What happened during Brian Wilson’s very own “lost weekend”?
When we talk about a famous musician having had a “lost weekend”, most of the time, it’s in reference to the period of time when John Lennon famously separated from his wife, Yoko Ono, and had an affair with his assistant, May Pang. While this tryst lasted much longer than a weekend, stretching for 18 months from the summer of 1973 until early 1975, he wasn’t the only pop star who had previously made a name for himself in the ‘60s experiencing some sort of inner turmoil and his US opposite, Brian Wilson of The Beach Boys, was also having a “lost weekend” of his own.
Lennon’s affair with Pang had actually been orchestrated by Ono herself, but while they were undoubtedly in need of time apart from each other, it didn’t necessarily do the former Beatle any good, and he resorted to drinking large amounts of alcohol to deal with his struggles. In his final ever interview with Playboy in 1980, Lennon revealed that “I was out of control, and nobody was looking after me, and I needed somebody to love me, and there was nobody there to support me, and I just fell apart.”
Around the same time, Wilson had lost his father, Murry, and descended into a period of self-destructive behaviours that saw his already fragile state of mind deteriorate further than it had in the past. Wilson had already retreated into the background while recording the band’s last few studio albums. Still, his agoraphobic tendencies would be heightened by the death of the domineering Wilson patriarch, with whom Brian had endured a fraught relationship throughout the height of the group’s fame.
Wilson already had a history of mental breakdowns and regularly had episodes where he would live a hermitic lifestyle and rarely surface from his bedroom, where he would write songs. However, this period also saw Wilson’s productivity decline. Not only was he a recluse to his friends and bandmates, but he would regularly shut himself away during daylight hours, only emerging at night to engage in the more damaging habits that plunged his life into disorder.
Instead of convalescing at all hours of the day in order to process his grief, Wilson was regularly inviting friends over to indulge in cocaine and alcohol abuse, with the likes of Harry Nilsson, Keith Moon and even Lennon himself being among the guests at Wilson’s home. It wasn’t just Lennon experiencing marital issues as a result of his increasingly reckless behaviour either, as Wilson’s marriage to Marilyn Rovell became just as strained during this period as well.
If you were to ask Wilson himself what happened during this period, you might not get the most accurate or even coherent response as to how his very own “lost weekend” panned out, but it represents a period in which his previous spells of productivity were reduced to nothing due to the addictions that were spiralling out of control. If Lennon believed he was falling apart, Wilson’s dependence on drugs and alcohol and growing obsessions with over-eating and reading pornographic magazines at the same time were perhaps even more destructive.
Of course, Wilson would make a return to music in 1975, but it wasn’t the grand return to form that many fans had been eagerly awaiting. The Beach Boys’ comeback record with Wilson, the ill-received 15 Big Ones, was a mere shadow of what he and the rest of the band were capable of and is often regarded as one of the band’s low points. However, while Wilson never fully recovered and was often prone to bouts of ill health brought on by his later-diagnosed schizoaffective and bipolar disorders, this “lost weekend” of his own from 1973 to ‘75 is perhaps the darkest period of his personal and professional life.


Your goal =
Your answer must be the full listing, reproduced exactly, minus any pictures.

= Beginning of Section =

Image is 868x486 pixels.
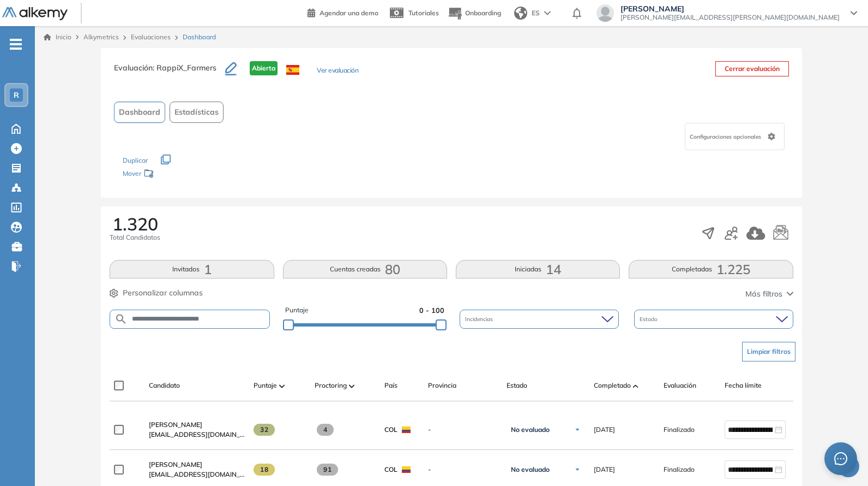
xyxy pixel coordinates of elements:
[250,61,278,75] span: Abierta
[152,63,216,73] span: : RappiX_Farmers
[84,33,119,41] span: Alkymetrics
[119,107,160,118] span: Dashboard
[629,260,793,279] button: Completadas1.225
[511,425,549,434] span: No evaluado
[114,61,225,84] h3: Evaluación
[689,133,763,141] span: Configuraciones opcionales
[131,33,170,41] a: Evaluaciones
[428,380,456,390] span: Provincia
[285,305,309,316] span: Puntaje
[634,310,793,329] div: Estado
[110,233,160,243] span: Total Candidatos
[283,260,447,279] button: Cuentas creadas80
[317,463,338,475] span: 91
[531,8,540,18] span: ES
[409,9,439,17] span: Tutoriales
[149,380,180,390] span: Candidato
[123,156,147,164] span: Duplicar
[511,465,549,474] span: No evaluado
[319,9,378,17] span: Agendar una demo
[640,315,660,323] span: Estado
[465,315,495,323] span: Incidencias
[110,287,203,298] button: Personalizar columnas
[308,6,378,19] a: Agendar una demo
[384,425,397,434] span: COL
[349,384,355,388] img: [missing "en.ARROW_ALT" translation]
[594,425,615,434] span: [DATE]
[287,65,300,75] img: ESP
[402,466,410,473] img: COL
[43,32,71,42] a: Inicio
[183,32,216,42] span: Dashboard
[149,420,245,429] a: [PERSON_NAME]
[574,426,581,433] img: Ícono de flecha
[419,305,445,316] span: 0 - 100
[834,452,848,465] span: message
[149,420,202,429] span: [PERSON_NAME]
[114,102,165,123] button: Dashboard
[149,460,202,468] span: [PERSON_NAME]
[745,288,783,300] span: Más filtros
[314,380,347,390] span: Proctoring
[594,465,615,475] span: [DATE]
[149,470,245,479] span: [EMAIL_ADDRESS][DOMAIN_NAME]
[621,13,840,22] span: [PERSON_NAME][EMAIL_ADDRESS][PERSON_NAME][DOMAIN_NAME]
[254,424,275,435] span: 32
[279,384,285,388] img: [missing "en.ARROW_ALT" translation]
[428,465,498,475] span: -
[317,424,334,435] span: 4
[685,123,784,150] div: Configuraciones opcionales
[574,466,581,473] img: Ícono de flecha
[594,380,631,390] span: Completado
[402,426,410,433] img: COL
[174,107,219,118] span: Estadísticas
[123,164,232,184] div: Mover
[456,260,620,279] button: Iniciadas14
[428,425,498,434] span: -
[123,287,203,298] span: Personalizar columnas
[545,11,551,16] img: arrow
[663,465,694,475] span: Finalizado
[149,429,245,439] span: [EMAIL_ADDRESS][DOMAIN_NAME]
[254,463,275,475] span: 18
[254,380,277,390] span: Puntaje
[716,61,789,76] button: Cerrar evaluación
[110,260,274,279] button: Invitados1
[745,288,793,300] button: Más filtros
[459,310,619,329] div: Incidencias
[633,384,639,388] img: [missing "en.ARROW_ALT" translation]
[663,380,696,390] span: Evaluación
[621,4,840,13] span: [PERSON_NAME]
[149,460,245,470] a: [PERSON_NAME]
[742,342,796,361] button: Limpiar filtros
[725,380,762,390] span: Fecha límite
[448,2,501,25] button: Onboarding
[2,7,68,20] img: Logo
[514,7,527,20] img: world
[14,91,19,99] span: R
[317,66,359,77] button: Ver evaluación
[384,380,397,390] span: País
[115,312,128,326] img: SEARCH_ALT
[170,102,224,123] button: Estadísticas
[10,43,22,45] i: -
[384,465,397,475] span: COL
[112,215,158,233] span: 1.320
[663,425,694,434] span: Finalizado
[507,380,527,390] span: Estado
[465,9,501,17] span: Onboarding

= End of Section =

Output =
Image is 868x486 pixels.
xyxy pixel coordinates of elements:
[250,61,278,75] span: Abierta
[152,63,216,73] span: : RappiX_Farmers
[84,33,119,41] span: Alkymetrics
[119,107,160,118] span: Dashboard
[629,260,793,279] button: Completadas1.225
[511,425,549,434] span: No evaluado
[114,61,225,84] h3: Evaluación
[689,133,763,141] span: Configuraciones opcionales
[131,33,170,41] a: Evaluaciones
[428,380,456,390] span: Provincia
[285,305,309,316] span: Puntaje
[634,310,793,329] div: Estado
[110,233,160,243] span: Total Candidatos
[283,260,447,279] button: Cuentas creadas80
[317,463,338,475] span: 91
[531,8,540,18] span: ES
[409,9,439,17] span: Tutoriales
[149,380,180,390] span: Candidato
[123,156,147,164] span: Duplicar
[511,465,549,474] span: No evaluado
[319,9,378,17] span: Agendar una demo
[640,315,660,323] span: Estado
[465,315,495,323] span: Incidencias
[110,287,203,298] button: Personalizar columnas
[308,6,378,19] a: Agendar una demo
[384,425,397,434] span: COL
[349,384,355,388] img: [missing "en.ARROW_ALT" translation]
[594,425,615,434] span: [DATE]
[287,65,300,75] img: ESP
[402,466,410,473] img: COL
[43,32,71,42] a: Inicio
[183,32,216,42] span: Dashboard
[149,420,245,429] a: [PERSON_NAME]
[574,426,581,433] img: Ícono de flecha
[419,305,445,316] span: 0 - 100
[834,452,848,465] span: message
[149,420,202,429] span: [PERSON_NAME]
[114,102,165,123] button: Dashboard
[149,460,202,468] span: [PERSON_NAME]
[745,288,783,300] span: Más filtros
[314,380,347,390] span: Proctoring
[594,465,615,475] span: [DATE]
[149,470,245,479] span: [EMAIL_ADDRESS][DOMAIN_NAME]
[621,13,840,22] span: [PERSON_NAME][EMAIL_ADDRESS][PERSON_NAME][DOMAIN_NAME]
[254,424,275,435] span: 32
[279,384,285,388] img: [missing "en.ARROW_ALT" translation]
[428,465,498,475] span: -
[317,424,334,435] span: 4
[685,123,784,150] div: Configuraciones opcionales
[574,466,581,473] img: Ícono de flecha
[594,380,631,390] span: Completado
[402,426,410,433] img: COL
[174,107,219,118] span: Estadísticas
[123,164,232,184] div: Mover
[456,260,620,279] button: Iniciadas14
[428,425,498,434] span: -
[123,287,203,298] span: Personalizar columnas
[545,11,551,16] img: arrow
[663,465,694,475] span: Finalizado
[149,429,245,439] span: [EMAIL_ADDRESS][DOMAIN_NAME]
[254,463,275,475] span: 18
[254,380,277,390] span: Puntaje
[716,61,789,76] button: Cerrar evaluación
[110,260,274,279] button: Invitados1
[745,288,793,300] button: Más filtros
[459,310,619,329] div: Incidencias
[633,384,639,388] img: [missing "en.ARROW_ALT" translation]
[663,380,696,390] span: Evaluación
[621,4,840,13] span: [PERSON_NAME]
[149,460,245,470] a: [PERSON_NAME]
[742,342,796,361] button: Limpiar filtros
[725,380,762,390] span: Fecha límite
[448,2,501,25] button: Onboarding
[2,7,68,20] img: Logo
[514,7,527,20] img: world
[14,91,19,99] span: R
[317,66,359,77] button: Ver evaluación
[384,380,397,390] span: País
[115,312,128,326] img: SEARCH_ALT
[170,102,224,123] button: Estadísticas
[10,43,22,45] i: -
[384,465,397,475] span: COL
[112,215,158,233] span: 1.320
[663,425,694,434] span: Finalizado
[507,380,527,390] span: Estado
[465,9,501,17] span: Onboarding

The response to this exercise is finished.